If you ride L.A.'s new Skyslide, there are a couple reasons you shouldn't look down.
The first? The glass-bottomed slide is installed 1,000 feet in the air on the side of Los Angeles' U.S. Bank Tower, overlooking a vertiginous drop that would make almost anyone sick. Two? Even if you've got a steady stomach for heights, the person who rode the slide before you may not have.
Plunging at an angle from the 70th floor of the U.S. Bank Tower, the Skyslide is made entirely of clear glass, one-and-half inches thick. Tourists who buy a ticket can ride it 45 feet along the side of the building down to the 69th floor.

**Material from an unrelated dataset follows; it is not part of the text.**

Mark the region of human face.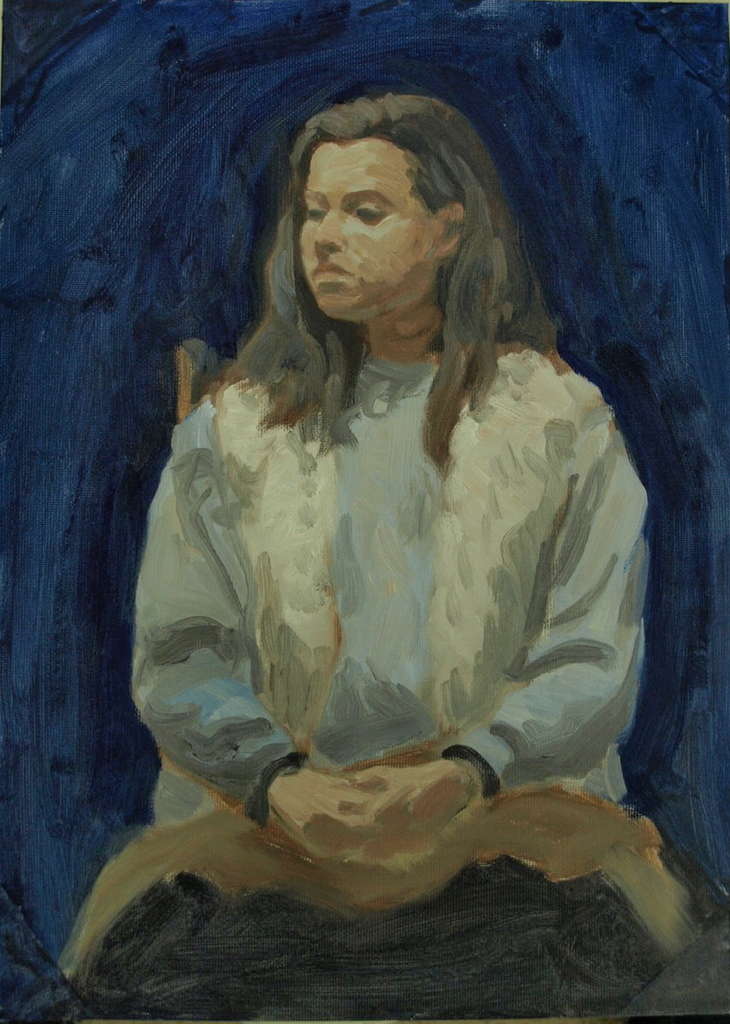
Region: left=282, top=117, right=461, bottom=324.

Created by glassmakers at M.Ludvik & Co, the Skyslide will open as part of the Gensler-designed Skyspace L.A. installation, California's tallest open air observation deck, which will offer 360-degree panoramic views of downtown L.A. to visitors come June 25.

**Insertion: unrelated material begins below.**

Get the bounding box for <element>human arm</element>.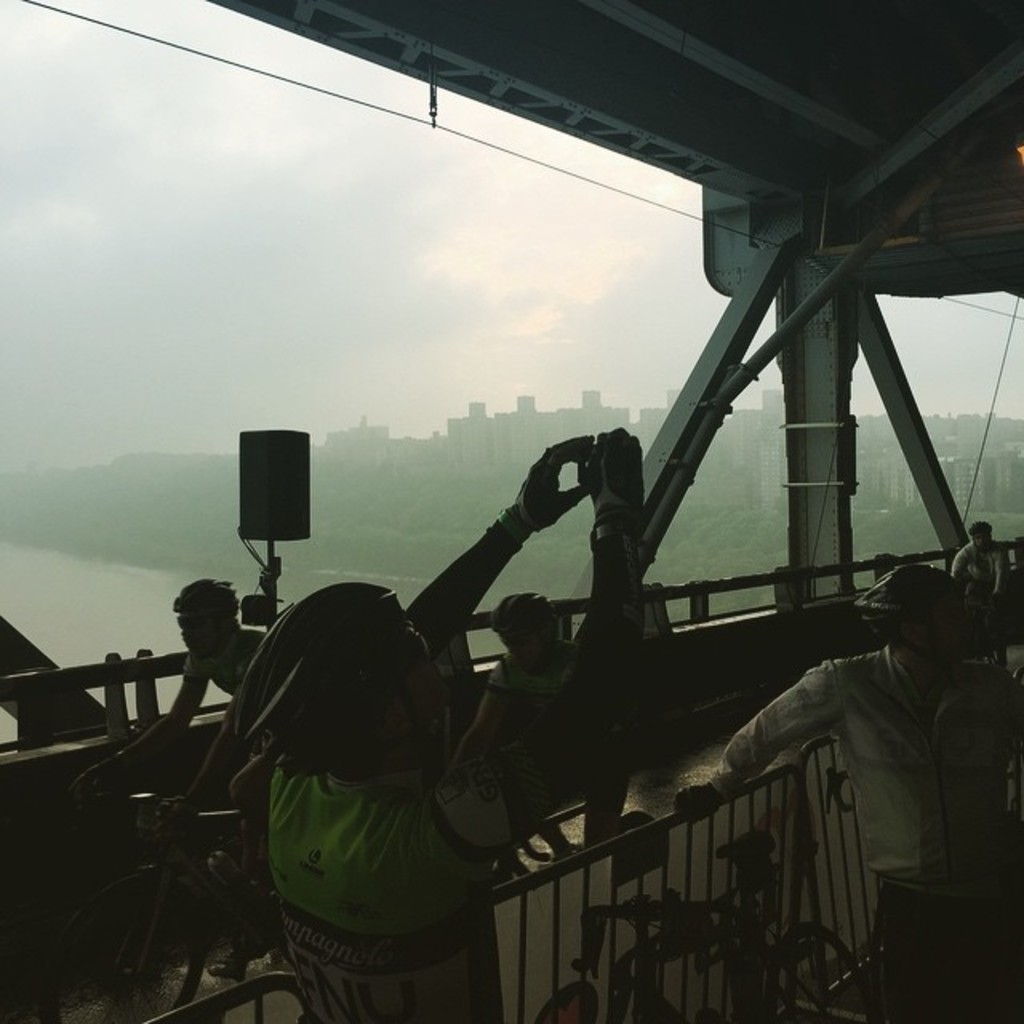
BBox(152, 693, 243, 819).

Glass-bottom architectural attractions are nothing new. China has a suspension bridge made out of glass in Shiniuzhai Geopark, and there's a skywalk above the Grand Canyon. In London, developers at the Embassy Gardens have just built an 82 foot glass sky pool that visitors can use to swim laps between two separate towers.

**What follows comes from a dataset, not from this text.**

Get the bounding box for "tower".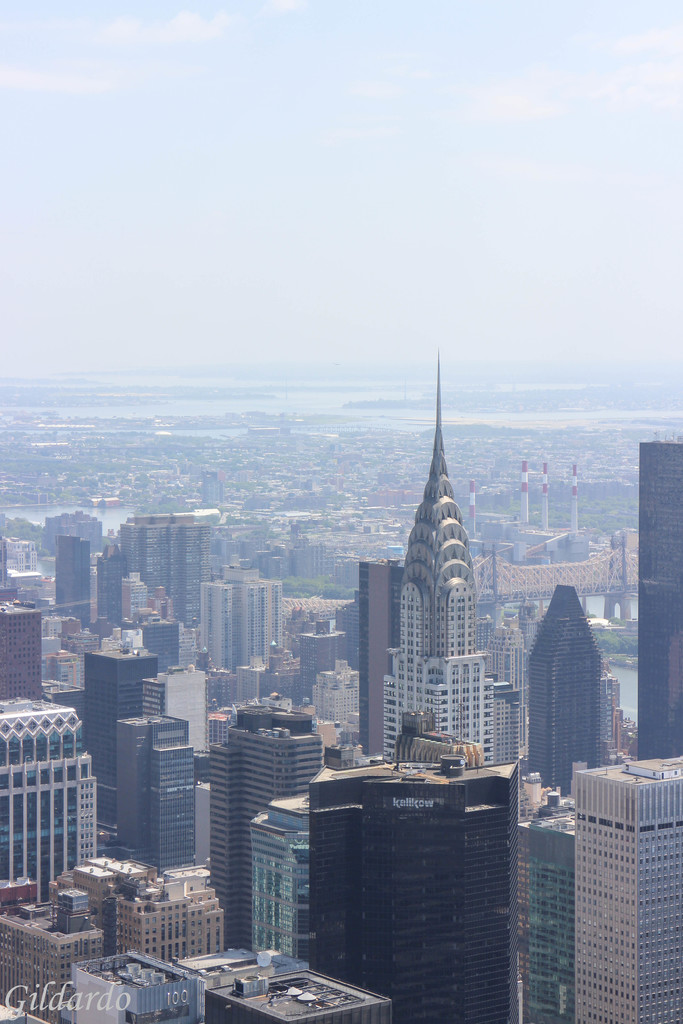
[317, 748, 524, 1020].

So should you take a ride on the Skyslide? Well, that's up to you. Two weeks after it opened, China's new mountainside glass walkway cracked so badly it was evacuated. And while there have been no reports of cracks in the Embassy Garden glass sky pool, that glass is over 8 inches thick, compared to the Skyslide's mere 1.5 inches.
It should be strong enough, though. According to Michael Ludvik of Ludvik & Co, the Skyslide is made of four large panes of triple laminated hurricane glass (as opposed to smaller pieces of glass bolted together), an innovation made possible due to the recent availability of oversized glass fabrication technologies. Another thing that makes the Skyslide strong enough to support visitors' weight is the way those pieces of glass are connected to each other using "soft touch" components, which swivel just enough so that high stresses do not develop at the connection points. So chances are, no matter how big the slider, the Skyslide is probably safe.
Still, if you do opt to pay $25 for a ticket on the Skyslide? Prepare to hurl. But hey! At least in the case of hurlage the Skyslide should be easy to clean. After all, it slopes downhill.